There has been an increasing trend in healthcare and criminal justice to leverage machine learning (ML) for high-stakes prediction applications that deeply affect human lives. The lack of transparency and accountability of predictive models can have (and has already had) severe consequences.

Defining Terms

A model can be a black box for one of two reasons. (1) The function that the model computes is far too complicated for any human to comprehend, or (2) the model actually may be simple but its details are proprietary and not available for inspection.

In explainable ML, predictions are made using a complicated black box model and use a second model created to explain what the first model is doing.
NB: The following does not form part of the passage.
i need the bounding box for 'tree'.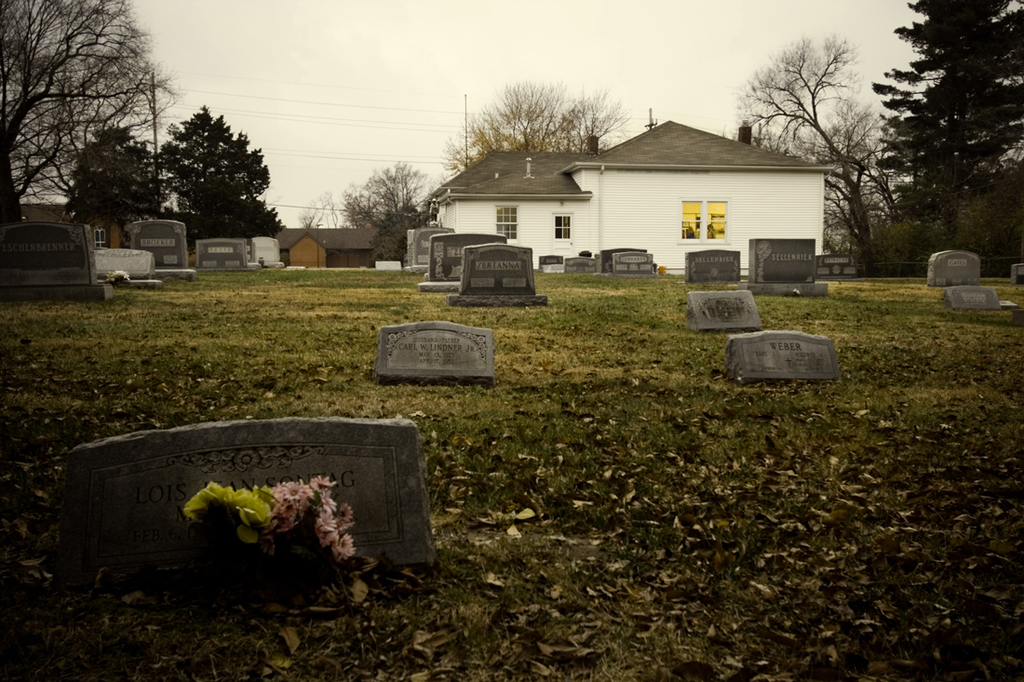
Here it is: bbox=[156, 103, 269, 240].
A classic example here is local interpretable model-agnostic explanations (LIME), which explores a local area of a complex model to uncover decision boundaries.

An interpretable model is a model used for predictions that can itself be directly inspected and interpreted by human experts.

Interpretability is a domain-specific notion, so there cannot be an all-purpose definition. Usually, however, an interpretable machine learning model is constrained in model form so that it is either useful to someone or obeys structural knowledge of the domain, such as monotonicity or physical constraints that come from domain knowledge.

Explanations Don’t Really Explain

There has been a lot of research into producing explanations for the outputs of black box models. Rudin said she thinks this approach is fundamentally flawed. At the root of her argument is the observation that ad-hoc explanations are only really “guessing” at what the black box model is doing.

Explanations must be wrong. They cannot have perfect fidelity with respect to the original model. If the explanation were completely faithful to what the original model computes, the explanation would equal the original model and one would not need the original model in the first place, only the explanation.

Even the word “explanation” is problematic, because we are not really describing what the original model actually does. The example of Correctional Offender Management Profiling for Alternative Sanctions (COMPAS) brings this distinction to life. A linear explanation model for COMPAS created by ProPublica, and dependent on race, was used to accuse COMPAS (which is a black box) of depending on race. But we don’t know whether or not COMPAS has race as a feature (though it may well have correlated variables).

Let us stop calling approximations to black box model predictions explanations. For a model that does not use race explicitly, an automated explanation—“This model predicts you will be arrested because you are black”—is not a model of what the model is actually doing and would be confusing to a judge, lawyer, or defendant.

In the image space, saliency maps show us where the network is looking, but even they don’t tell us what it is truly looking at. Saliency maps for many different classes can be very similar.

Because explanations are not really explaining, identifying and troubleshooting issues with black box models can be very difficult.